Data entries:
##########

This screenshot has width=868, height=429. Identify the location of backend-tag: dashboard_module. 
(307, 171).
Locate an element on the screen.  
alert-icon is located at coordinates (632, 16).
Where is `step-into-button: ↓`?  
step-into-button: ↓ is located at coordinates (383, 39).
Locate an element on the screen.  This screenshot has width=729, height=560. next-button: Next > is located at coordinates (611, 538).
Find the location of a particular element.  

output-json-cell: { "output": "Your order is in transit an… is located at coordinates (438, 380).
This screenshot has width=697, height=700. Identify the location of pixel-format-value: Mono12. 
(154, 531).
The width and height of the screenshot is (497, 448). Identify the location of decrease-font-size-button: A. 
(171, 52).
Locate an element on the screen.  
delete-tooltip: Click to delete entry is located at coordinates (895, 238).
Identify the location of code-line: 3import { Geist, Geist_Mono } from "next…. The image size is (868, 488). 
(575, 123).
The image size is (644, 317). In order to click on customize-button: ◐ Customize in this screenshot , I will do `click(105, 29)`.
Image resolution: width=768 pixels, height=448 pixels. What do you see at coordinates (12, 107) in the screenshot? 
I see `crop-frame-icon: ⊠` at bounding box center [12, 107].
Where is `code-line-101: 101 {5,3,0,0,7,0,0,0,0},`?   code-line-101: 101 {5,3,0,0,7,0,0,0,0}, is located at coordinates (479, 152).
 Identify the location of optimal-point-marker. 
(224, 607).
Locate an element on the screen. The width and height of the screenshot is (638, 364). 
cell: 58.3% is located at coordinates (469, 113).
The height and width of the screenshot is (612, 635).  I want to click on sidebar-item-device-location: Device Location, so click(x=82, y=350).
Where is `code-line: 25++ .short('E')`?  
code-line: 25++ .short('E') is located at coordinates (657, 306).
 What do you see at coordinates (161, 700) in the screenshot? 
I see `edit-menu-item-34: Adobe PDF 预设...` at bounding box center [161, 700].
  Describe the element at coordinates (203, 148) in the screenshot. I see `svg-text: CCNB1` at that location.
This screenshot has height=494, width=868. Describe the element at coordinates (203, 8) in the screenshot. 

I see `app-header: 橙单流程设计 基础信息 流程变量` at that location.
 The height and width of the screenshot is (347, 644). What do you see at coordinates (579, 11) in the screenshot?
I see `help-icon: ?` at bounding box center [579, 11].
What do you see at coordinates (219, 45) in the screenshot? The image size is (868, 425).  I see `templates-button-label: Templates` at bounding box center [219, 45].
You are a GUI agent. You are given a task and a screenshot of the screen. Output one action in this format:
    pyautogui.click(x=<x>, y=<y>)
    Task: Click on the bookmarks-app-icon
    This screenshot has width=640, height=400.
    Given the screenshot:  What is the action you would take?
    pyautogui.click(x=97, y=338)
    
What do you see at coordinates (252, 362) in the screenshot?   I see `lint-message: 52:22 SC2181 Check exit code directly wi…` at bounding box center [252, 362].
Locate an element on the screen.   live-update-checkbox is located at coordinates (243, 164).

##########

> DIRECTIONS
Could you restate every entry verbatim, please?

> SOLUTION TO THE PROBLEM
This screenshot has width=868, height=429. Identify the location of backend-tag: dashboard_module. 
(307, 171).
Locate an element on the screen.  
alert-icon is located at coordinates (632, 16).
Where is `step-into-button: ↓`?  
step-into-button: ↓ is located at coordinates (383, 39).
Locate an element on the screen.  This screenshot has width=729, height=560. next-button: Next > is located at coordinates (611, 538).
Find the location of a particular element.  

output-json-cell: { "output": "Your order is in transit an… is located at coordinates (438, 380).
This screenshot has width=697, height=700. Identify the location of pixel-format-value: Mono12. 
(154, 531).
The width and height of the screenshot is (497, 448). Identify the location of decrease-font-size-button: A. 
(171, 52).
Locate an element on the screen.  
delete-tooltip: Click to delete entry is located at coordinates (895, 238).
Identify the location of code-line: 3import { Geist, Geist_Mono } from "next…. The image size is (868, 488). 
(575, 123).
The image size is (644, 317). In order to click on customize-button: ◐ Customize in this screenshot , I will do `click(105, 29)`.
Image resolution: width=768 pixels, height=448 pixels. What do you see at coordinates (12, 107) in the screenshot? 
I see `crop-frame-icon: ⊠` at bounding box center [12, 107].
Where is `code-line-101: 101 {5,3,0,0,7,0,0,0,0},`?   code-line-101: 101 {5,3,0,0,7,0,0,0,0}, is located at coordinates (479, 152).
 Identify the location of optimal-point-marker. 
(224, 607).
Locate an element on the screen. The width and height of the screenshot is (638, 364). 
cell: 58.3% is located at coordinates (469, 113).
The height and width of the screenshot is (612, 635).  I want to click on sidebar-item-device-location: Device Location, so click(x=82, y=350).
Where is `code-line: 25++ .short('E')`?  
code-line: 25++ .short('E') is located at coordinates (657, 306).
 What do you see at coordinates (161, 700) in the screenshot? 
I see `edit-menu-item-34: Adobe PDF 预设...` at bounding box center [161, 700].
  Describe the element at coordinates (203, 148) in the screenshot. I see `svg-text: CCNB1` at that location.
This screenshot has height=494, width=868. Describe the element at coordinates (203, 8) in the screenshot. 

I see `app-header: 橙单流程设计 基础信息 流程变量` at that location.
 The height and width of the screenshot is (347, 644). What do you see at coordinates (579, 11) in the screenshot?
I see `help-icon: ?` at bounding box center [579, 11].
What do you see at coordinates (219, 45) in the screenshot? The image size is (868, 425).  I see `templates-button-label: Templates` at bounding box center [219, 45].
You are a GUI agent. You are given a task and a screenshot of the screen. Output one action in this format:
    pyautogui.click(x=<x>, y=<y>)
    Task: Click on the bookmarks-app-icon
    This screenshot has width=640, height=400.
    Given the screenshot:  What is the action you would take?
    pyautogui.click(x=97, y=338)
    
What do you see at coordinates (252, 362) in the screenshot?   I see `lint-message: 52:22 SC2181 Check exit code directly wi…` at bounding box center [252, 362].
Locate an element on the screen.   live-update-checkbox is located at coordinates (243, 164).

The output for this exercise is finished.